The unknown man staggered down Holstenwall, then turned right at Millerntor, finally getting as far as the warren of tiny streets north of the Reeperbahn, to a half-destroyed rental block, with bits of cardboard next to the doorbells giving the names and birth dates of recently moved-in homeless. The man stopped, still bent over, then leaned down and scraped a handful of snow together to wipe his face. Trying to make himself presentable before his mother sees him, Stave thought to himself. The young man fumbled in the pocket of an overcoat that was way too big for him, his hands numb with cold and possibly also with bruises. When eventually he managed to find the key, Stave quickly approached him.
‘CID,’ he said in a low voice. No need to wake the neighbours.
The man turned round, an expression of horror on his face. ‘What do you want now?’
He was barely 20 years old, Stave reckoned. Undernourished. Perhaps this was the first time in his life he had been badly beaten. On the other hand: who knew what he might have done in the war?
‘Who did this to you?’ Stave asked, indicating his swollen eyelid. He was too tired to beat about the bush. Also he was counting on the young man being afraid. Ask a simple question and he might get a simple answer.
‘A policeman,’ the lad said. ‘While I was being interrogated.’
Stave closed his eyes and cursed under his breath. ‘Which one?’
‘Inspector Maschke.’
Why am I not surprised? Stave asked himself angrily.
‘Why did he treat you like that?’
The young man stared at him as if he’d asked a stupid question. ‘Maybe your colleague learnt his trade with the Gestapo,’ he said at last.
Stave offered the lad a cigarette. A few more questions and he had got the basic facts. His name was Karl Trotzauer, 19, resident in St Pauli district, unemployed and caught on the black market with a bottle of schnapps and an oil painting of a farmhouse in a gold-painted frame. But you didn’t beat people up for being in possession of a bottle of schnapps and a piece of kitsch. Apparently Maschke had also asked where he had been on the night of the twentieth of January. And Trotzauer, with no idea what he was on about, had told him he had been over at his aunt’s house in Eimsbuttel and had then come home via Lappenbergs Allee.

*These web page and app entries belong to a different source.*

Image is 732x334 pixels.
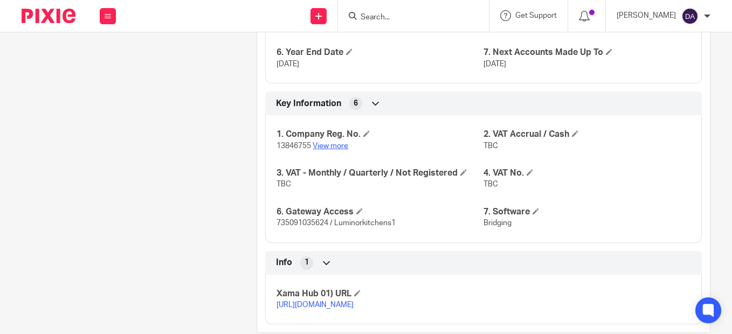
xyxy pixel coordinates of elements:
[483,168,690,179] h4: 4. VAT No.
[276,180,291,188] span: TBC
[353,98,358,109] span: 6
[483,129,690,140] h4: 2. VAT Accrual / Cash
[483,219,511,227] span: Bridging
[276,301,353,309] a: [URL][DOMAIN_NAME]
[276,47,483,58] h4: 6. Year End Date
[483,206,690,218] h4: 7. Software
[276,168,483,179] h4: 3. VAT - Monthly / Quarterly / Not Registered
[276,288,483,300] h4: Xama Hub 01) URL
[483,47,690,58] h4: 7. Next Accounts Made Up To
[276,98,341,109] span: Key Information
[276,257,292,268] span: Info
[483,180,498,188] span: TBC
[359,13,456,23] input: Search
[483,142,498,150] span: TBC
[22,9,75,23] img: Pixie
[276,206,483,218] h4: 6. Gateway Access
[515,12,557,19] span: Get Support
[304,257,309,268] span: 1
[681,8,698,25] img: svg%3E
[276,60,299,68] span: [DATE]
[483,60,506,68] span: [DATE]
[276,142,311,150] span: 13846755
[616,10,676,21] p: [PERSON_NAME]
[313,142,348,150] a: View more
[276,219,395,227] span: 735091035624 / Luminorkitchens1
[276,129,483,140] h4: 1. Company Reg. No.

‘That’s when he started hitting me,’ he said, pointing to his swollen eye. ‘No warning, no shouting, just laying into me with his fists and kicking me. I thought I was going to die.’
‘Then what happened?’
‘When I came to my senses he asked me how I had killed the old man.’
‘The old man?’
‘I had no idea what he was talking about. It was only after he had beaten me some more that I realised he was on about a murder victim. Gradually it dawned on me that he wanted me to confess to killing some old man.’
‘And did you?’
Trotzauer glowered at him. ‘It hurt like hell but I’m not stupid. Obviously I didn’t confess because there was nothing to confess to. I didn’t kill any old man. I told Maschke that, again and again. In between his blows. Eventually he let me go, promising that he would get me in the end.’
‘Off you go,’ Stave said.
On the long way back the chief inspector had plenty of time to reflect. On one occasion he had to stop to show his CID pass to a British patrol. Other than that, he saw nobody. It was as if Hamburg was deserted, the streets ruined and ripped apart, the shops stripped bare, the bombed-out railway stations all abandoned by the inhabitants, all of them gone somewhere else to build a new and better city.
Had Maschke been in the Gestapo? He was supposed to be relatively fresh out of police training college, so he couldn’t have been there since before 1945. Nor could Stave imagine his big, gawky, chain-smoking colleague who still lived with his mother getting up at five in the morning to kick down the door of some Jew or other.
But even if Maschke had been in the Gestapo: why would he want to beat up some low-life black marketeer? Over-enthusiasm? Just because somebody had been in the area around the supposed time of the murder was no reason to beat him up. Why would Maschke want to make a suspect of a 19-year-old on practically no evidence? Why would he want to beat a confession out of him when he almost certainly had nothing to do with the real murderer?